Again, there shouldn’t be anything political about this... either lockdowns work, or they do not. A good-faith, open, objective examination of the evidence ought to help decide the case. Alas, when the situation calls for a scalpel, the administrative state arrives with a chainsaw, hacking away like a possessed maniac.
Of course, one can hardly blame them for behaving the way they do. You wouldn’t get mad with a crocodile for eating your pet chihuahua. (But you might not let Fluffy too close to the shore...) In the end, the feds have nothing but weapons of mass disruption... and a reflexive instinct to use them. There’s no finesse. No nuance. No gray area. So it goes in matters of monetary policy, too; there’s on... or off. Raise... or cut. Inflate... or die. It’s just the nature of the beast.
As to the question at hand, “What if they’re wrong?”, the market seems to believe that inflation is “whipped,” that the Fed can relax its rate hiking frenzy and that, therefore, the worst of the selling is over, with nothing but blue skies ahead.
Bonner Private Research’s Investment Director, Tom Dyson, is quite not so convinced. He dared question the prevailing narrative in a research note sent to members this past Wednesday. Here, Tom outlines the Big Picture as he sees it..."The long era of low inflation in the West is over. This era was fueled by cheap Chinese goods, cheap energy and cheap immigrant labor. It was temporary. And it’s finished.

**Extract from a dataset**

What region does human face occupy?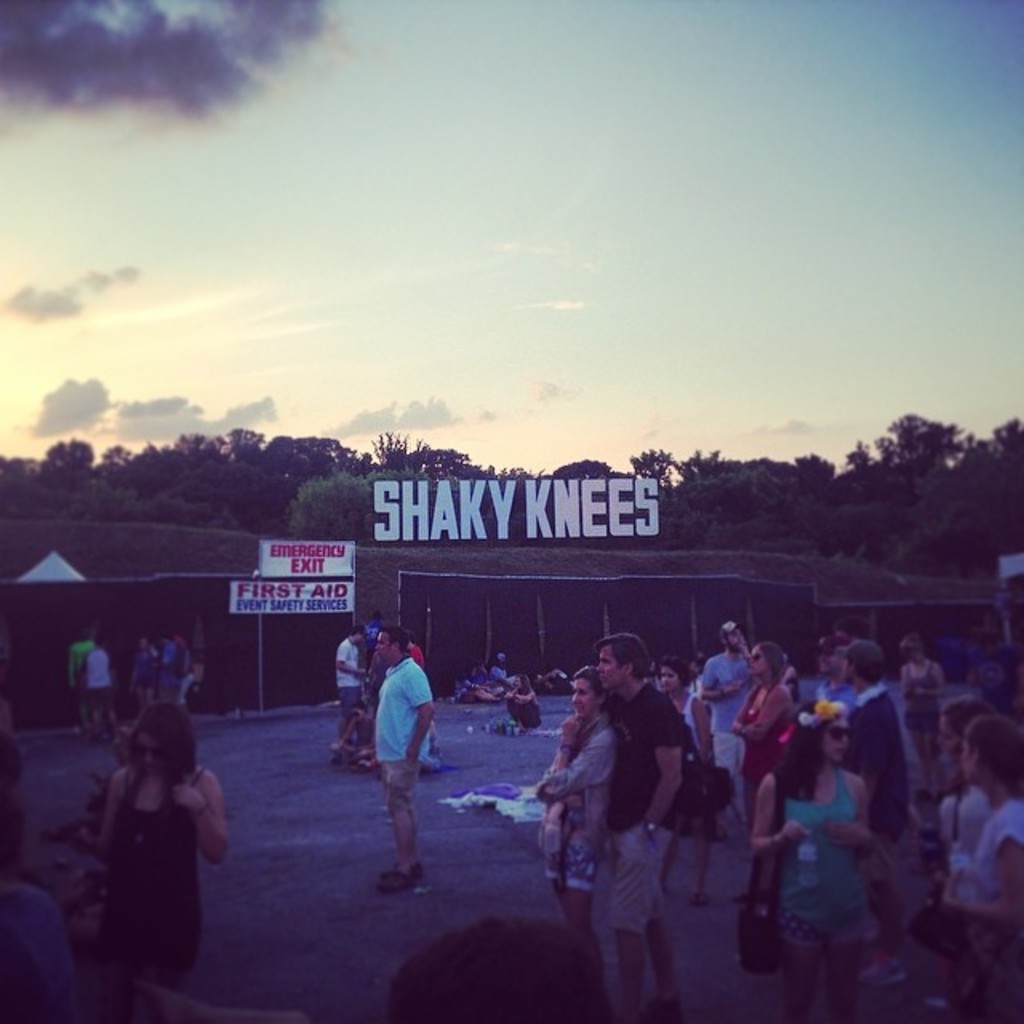
(x1=571, y1=677, x2=598, y2=722).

We’ve now entered a new era of high but capricious inflation. This is the single most important long term economic fundamental you need to understand. It changes everything, and will determine the big trends in the markets for decades to come. Maybe even for the rest of our lives. Call it a generational regime change. Most people are completely unprepared for this. They continue to operate under the old regime. It’s going to be a long and painful adjustment for them.
High but capricious inflation means higher interest rates… everywhere. Why? Because the Feds have been fighting deflation with asset price inflation for 40 years. Now they’re going to be doing the opposite: fighting inflation with asset price deflation. It’s the reverse. They’re going to need persistently higher interest rates to do this. Talk of an imminent Fed pivot is nonsense. The Fed is going to keep raising interest rates and reducing the size of its balance sheet. Other central banks will follow the Fed’s lead.
Negative yielding debt will never be seen again. In fact, the entire central banker playbook will change. The old playbook said “always be easing.” The new playbook says “must fight inflation and must uphold central bank credibility.” No more quantitative easing. No more easy money backstop. No more “buy-the-dip.” Now inflation is here, these tools are redundant. Recessions will become more frequent. Like in the old days. It was normal to have two recessions per decade.
Stock market valuations will be lower, generally. Also like the old days. The last 40 years were an aberration. That high plateau of valuations is giving way to more normal valuations. If interest rates move permanently higher, then stock valuations must move permanently lower. Because of this, I think the S&P 500 is in the early stages of a long bear market."